This week husbands, sons and daughters will elbow their way
to the greeting card displays in search of the perfect card to celebrate
Mothers Day. Florists will put on extra
staff to handle the demand. Restaurants brace for business.
Countries around the world set aside a special day for
mothers. It is celebrated on the second Sunday in May in the U.S. Canada, New
Zealand, Australia, India, Brazil, Germany, Ethiopia and the Philippines. Woodrow
Wilson proclaimed Mothers Day an official holiday starting on May 8, 1914. Still
other nations honor mothers on different dates.
Regardless of our nationality, ethnicity or gender, we were
each carried in our mother’s womb, given birth through her labor and, in almost
all cases, nursed and nourished to life by her care.
No office and no position wields greater power and influence
over the future of humanity than the influence of a mother. The memories and lessons given in infancy at
a mother’s hand surpass every other classroom and instruction. The faith of a mother inspires and instructs
more effectively than any pulpit or pen.
We see it in history, and we see it in the Bible.
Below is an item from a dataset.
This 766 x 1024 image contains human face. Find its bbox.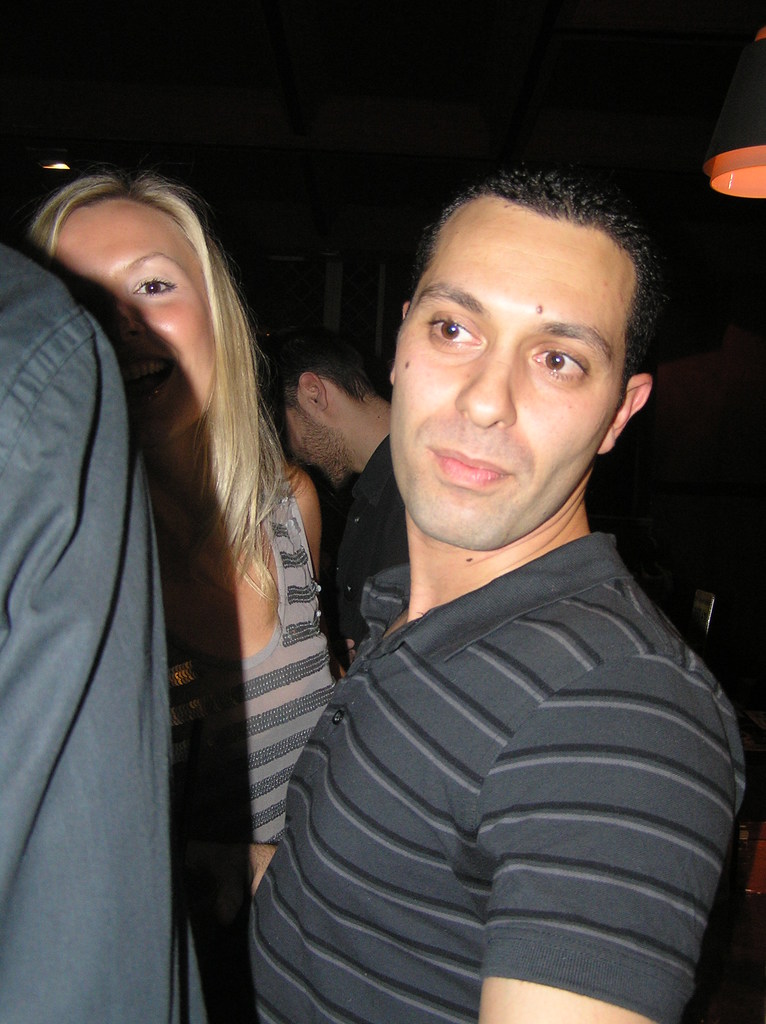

In a log cabin in Kentucky, Nancy Hanks Lincoln recognized
the early gifts in her child. She not
only taught him to read, but instructed him in the principles that would shape
his life. Without Nancy, and Sarah, who
became Lincoln’s step mother after Nancy died, it is unlikely that Abraham
Lincoln would have ever surfaced to lead our nation in its greatest hour of
crisis.
If it were not for Moses’ mother, the world would have never
known the great law-giver who led Israel from captivity and gave us the Ten
Commandments. It was she who hid him in
the reeds at the river to save his infant life and it was she who cared for him
in Pharaoh’s court.
How many mothers have petitioned God for the birth of a
child, as Hannah prayed in the presence of Eli, the prophet? Without her prayer, Samuel would not have
been born, and would not have been present to anoint David, the king of Israel.
In the fullness of time, in an obscure Galilean village, another young woman lifted up her eyes to heaven and sang, “My soul exalts the Lord, and my spirit has rejoiced in God my
Savior. For He has had regard for the humble state of His handmaiden; for
behold, from this time on all generations will count me blessed. For He that is
mighty has done to me great things, and holy is His name.” (Luke 1:46-49). Without Mary we would never have known Jesus,
and the world would remain lost in its sins without a Savior.
Paul referred to the importance of a
mother’s faith when he wrote to his young protégé, Timothy: “For I am
mindful of the sincere faith within you, which first dwelt in your grandmother Lois and your mother Eunice, and I am
sure that it is in you as well.”
(2 Timothy 1:5).
This Mother’s Day we honor all our mothers
who have shaped us and made a better world.
It also stands as a challenge to all those young women who give birth to
the next generation and shape the future of the world to come.